Churning the Law
Immigration courts are not the answer to an unjust immigration system
By Aditi Kharod
The second Trump administration’s immigration agenda has frequently made headlines, particularly ICE’s aggressive, violent tactics across the country. Meanwhile, nearly one hundred immigration judges have been fired since Trump returned to the White House and many replaced by military judges with absolutely no experience in immigration law. Reports from immigration attorneys and advocates suggest that this administration, as part of its “mass deportation agenda,” aims to create and stoke an atmosphere of such terror that immigrants will choose to “self-deport” rather than remain in the United States.
Many people observing ICE’s constant human rights abuses may be inclined to suggest that immigration enforcement agencies should use existing and legitimate institutions, like immigration courts, to carry out immigration enforcement. As a student attorney in the Immigration Policy Division of the Access to Justice Clinic at George Washington University Law School, I watched hours of hearings at immigration courts across the Washington, D.C. area. My observations revealed that immigration court, as it has historically functioned and as it is functioning now, is a key part of the machinery behind the horrors we are seeing on the news every day—nothing less than the banality of evil at work.
From what I saw in immigration court from August to December 2025, the Trump administration’s pledge to go after the “worst of the worst” hasn’t played out. Most noncitizens sitting in immigration court do not have so much as a parking ticket. Many of them have been in the United States for decades, with stable jobs and families who love and need them.
U.S. immigration law for years has emphasized family ties to U.S. citizens. Now, though, even when someone has a clear path to a form of immigration relief based on their family ties, ICE attorneys have seemingly been instructed to oppose everything a noncitizen says in court. If a noncitizen did not have any gang ties, criminal history, or any other aggravating factors, ICE attorneys nevertheless argued for deportation because the immigrant’s family in the U.S. would not be negatively impacted.
I also saw an ICE attorney argue for, and an immigration judge accept, the months-long detention of an immigrant who had done things “the right way”—he had gone through the legal channel of applying for permanent residency through his U.S. citizen spouse. But this man remained separated from his family for months, waiting in jail for the Department of Homeland Security to process his paperwork. He had no internet access in detention, and the ICE attorney refused to give any updates about his application. Rather than pressing the ICE attorney, who works at the agency processing this man’s application, to inquire about the process so that he could be released from detention and reunite with his spouse, the judge told the immigrant that it would probably be in his best interest to “self-deport.”
The proceedings I saw were grim for most noncitizen respondents in the court, but it became exponentially worse for those who did not have legal representation. In immigration court, noncitizens are not guaranteed a lawyer if they cannot obtain one themselves, and it was clear that immigration judges by and large gave unrepresented noncitizens’ cases less leeway and less consideration. Immigration judges, contrary to what their title implies, are not part of a politically neutral, impartial branch of the government. Rather, immigration judges are employees of the Department of Justice—which means they’re subject to the same political control as employees of other parts of the executive branch. The lack of care for unrepresented noncitizens is therefore a direct reflection of the current administration’s policies.
When judges did attempt to explain context and consequences to unrepresented noncitizens, they usually sounded annoyed, like they found it inconvenient to make any effort to fulfill their duty of ensuring noncitizens’ due process rights. In one hearing in which the noncitizen had applied for voluntary departure, the judge asked the man whether he had enough money to pay for his own transportation. When he started to explain his answer, the judge yelled at him to stop talking and to just answer “yes” or “no.”
We often think of courtrooms as a place where judges hear both sides of a story and come to a balanced decision after evaluating the strengths and weaknesses of both arguments. But immigration courts, more so than most other courts, operate in the opposite way. In the hearings I saw, the immigration judges appeared to begin their evaluations of each noncitizen’s case with the presumption that they should be removed. And rather than giving noncitizens any meaningful opportunity to present their cases, I saw immigration judges refuse to engage patiently or respectfully with people whose rights are abused by the immigration enforcement scheme every day.
Regardless of whatever superficial “safeguards” the government implements in its attempt to legitimize immigration court procedures, these courts ultimately operate to reinforce its unfettered power to treat noncitizens however it wants. As they currently function, immigration courts are just a cog in the government’s anti-immigrant machine.
Aditi Kharod is a graduate of the George Washington University Law School and an aspiring immigration lawyer and advocate.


◆ **Problem**
Copy each entry precisely as written, and do not carry over the pictures.

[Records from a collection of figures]
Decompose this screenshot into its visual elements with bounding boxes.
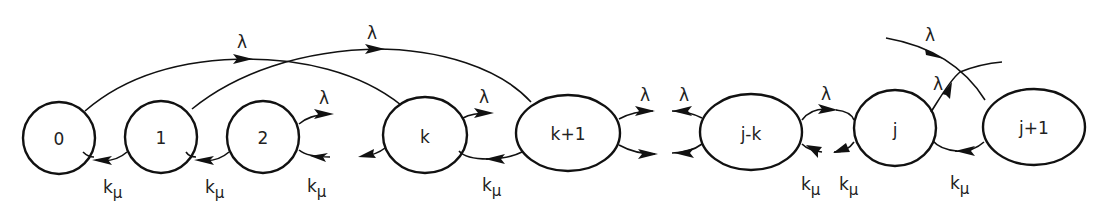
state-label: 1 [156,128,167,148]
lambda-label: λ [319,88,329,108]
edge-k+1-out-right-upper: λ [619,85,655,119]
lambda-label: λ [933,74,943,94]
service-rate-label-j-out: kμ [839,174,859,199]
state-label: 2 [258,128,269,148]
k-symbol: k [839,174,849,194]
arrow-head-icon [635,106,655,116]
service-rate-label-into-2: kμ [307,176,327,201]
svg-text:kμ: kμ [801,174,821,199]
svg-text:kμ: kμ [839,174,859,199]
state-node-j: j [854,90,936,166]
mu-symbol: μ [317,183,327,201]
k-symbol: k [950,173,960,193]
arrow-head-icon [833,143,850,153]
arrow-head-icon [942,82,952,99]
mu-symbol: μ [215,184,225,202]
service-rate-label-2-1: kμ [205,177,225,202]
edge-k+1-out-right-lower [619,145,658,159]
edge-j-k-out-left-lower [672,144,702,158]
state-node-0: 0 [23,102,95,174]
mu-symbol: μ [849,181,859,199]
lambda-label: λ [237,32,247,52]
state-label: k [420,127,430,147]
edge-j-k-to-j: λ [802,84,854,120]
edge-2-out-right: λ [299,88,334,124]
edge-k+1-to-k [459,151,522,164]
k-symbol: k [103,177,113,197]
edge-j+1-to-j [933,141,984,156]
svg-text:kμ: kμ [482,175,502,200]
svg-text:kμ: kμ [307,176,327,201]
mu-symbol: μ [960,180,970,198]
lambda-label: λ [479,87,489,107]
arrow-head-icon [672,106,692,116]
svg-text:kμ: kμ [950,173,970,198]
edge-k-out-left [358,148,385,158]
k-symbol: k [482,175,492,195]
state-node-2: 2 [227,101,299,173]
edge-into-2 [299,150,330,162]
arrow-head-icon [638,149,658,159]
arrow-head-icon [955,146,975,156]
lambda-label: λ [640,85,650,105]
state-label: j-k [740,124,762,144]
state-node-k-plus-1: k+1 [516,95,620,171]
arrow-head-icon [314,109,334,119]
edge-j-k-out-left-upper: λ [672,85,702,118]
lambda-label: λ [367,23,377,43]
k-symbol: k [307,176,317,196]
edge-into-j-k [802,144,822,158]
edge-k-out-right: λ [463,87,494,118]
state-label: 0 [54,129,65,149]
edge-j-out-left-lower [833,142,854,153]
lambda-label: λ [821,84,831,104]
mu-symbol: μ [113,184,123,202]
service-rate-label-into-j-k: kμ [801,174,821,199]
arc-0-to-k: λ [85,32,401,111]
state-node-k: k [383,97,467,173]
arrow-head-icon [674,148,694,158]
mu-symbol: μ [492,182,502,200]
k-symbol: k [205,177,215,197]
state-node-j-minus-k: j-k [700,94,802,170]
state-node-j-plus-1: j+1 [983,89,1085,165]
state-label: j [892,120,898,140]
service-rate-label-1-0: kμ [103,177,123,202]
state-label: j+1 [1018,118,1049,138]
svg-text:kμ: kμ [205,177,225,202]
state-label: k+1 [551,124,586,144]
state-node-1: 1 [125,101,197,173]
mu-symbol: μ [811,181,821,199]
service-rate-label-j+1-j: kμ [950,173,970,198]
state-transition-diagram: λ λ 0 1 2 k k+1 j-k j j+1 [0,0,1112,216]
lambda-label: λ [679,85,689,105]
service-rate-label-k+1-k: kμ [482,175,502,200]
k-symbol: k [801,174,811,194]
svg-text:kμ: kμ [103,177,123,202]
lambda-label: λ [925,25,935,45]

◆ **Problem solution**
Decompose this screenshot into its visual elements with bounding boxes.
state-label: 1 [156,128,167,148]
lambda-label: λ [319,88,329,108]
edge-k+1-out-right-upper: λ [619,85,655,119]
lambda-label: λ [933,74,943,94]
service-rate-label-j-out: kμ [839,174,859,199]
state-label: 2 [258,128,269,148]
k-symbol: k [839,174,849,194]
arrow-head-icon [635,106,655,116]
service-rate-label-into-2: kμ [307,176,327,201]
svg-text:kμ: kμ [801,174,821,199]
svg-text:kμ: kμ [839,174,859,199]
state-node-j: j [854,90,936,166]
mu-symbol: μ [317,183,327,201]
k-symbol: k [950,173,960,193]
arrow-head-icon [833,143,850,153]
arrow-head-icon [942,82,952,99]
mu-symbol: μ [215,184,225,202]
service-rate-label-2-1: kμ [205,177,225,202]
edge-k+1-out-right-lower [619,145,658,159]
edge-j-k-out-left-lower [672,144,702,158]
state-node-0: 0 [23,102,95,174]
mu-symbol: μ [849,181,859,199]
lambda-label: λ [237,32,247,52]
state-label: k [420,127,430,147]
edge-j-k-to-j: λ [802,84,854,120]
edge-2-out-right: λ [299,88,334,124]
edge-k+1-to-k [459,151,522,164]
k-symbol: k [103,177,113,197]
edge-j+1-to-j [933,141,984,156]
svg-text:kμ: kμ [482,175,502,200]
svg-text:kμ: kμ [307,176,327,201]
mu-symbol: μ [960,180,970,198]
lambda-label: λ [479,87,489,107]
arrow-head-icon [672,106,692,116]
svg-text:kμ: kμ [950,173,970,198]
edge-k-out-left [358,148,385,158]
k-symbol: k [482,175,492,195]
state-node-2: 2 [227,101,299,173]
edge-into-2 [299,150,330,162]
arrow-head-icon [638,149,658,159]
arrow-head-icon [955,146,975,156]
lambda-label: λ [640,85,650,105]
state-label: j-k [740,124,762,144]
state-node-k-plus-1: k+1 [516,95,620,171]
arrow-head-icon [314,109,334,119]
edge-j-k-out-left-upper: λ [672,85,702,118]
lambda-label: λ [367,23,377,43]
k-symbol: k [307,176,317,196]
edge-into-j-k [802,144,822,158]
edge-k-out-right: λ [463,87,494,118]
state-label: 0 [54,129,65,149]
edge-j-out-left-lower [833,142,854,153]
lambda-label: λ [821,84,831,104]
mu-symbol: μ [113,184,123,202]
service-rate-label-into-j-k: kμ [801,174,821,199]
arc-0-to-k: λ [85,32,401,111]
state-node-k: k [383,97,467,173]
arrow-head-icon [674,148,694,158]
mu-symbol: μ [492,182,502,200]
k-symbol: k [205,177,215,197]
state-node-j-minus-k: j-k [700,94,802,170]
state-node-j-plus-1: j+1 [983,89,1085,165]
state-label: j [892,120,898,140]
service-rate-label-1-0: kμ [103,177,123,202]
state-label: j+1 [1018,118,1049,138]
svg-text:kμ: kμ [205,177,225,202]
state-label: k+1 [551,124,586,144]
state-node-1: 1 [125,101,197,173]
mu-symbol: μ [811,181,821,199]
service-rate-label-j+1-j: kμ [950,173,970,198]
state-transition-diagram: λ λ 0 1 2 k k+1 j-k j j+1 [0,0,1112,216]
lambda-label: λ [679,85,689,105]
service-rate-label-k+1-k: kμ [482,175,502,200]
k-symbol: k [801,174,811,194]
svg-text:kμ: kμ [103,177,123,202]
lambda-label: λ [925,25,935,45]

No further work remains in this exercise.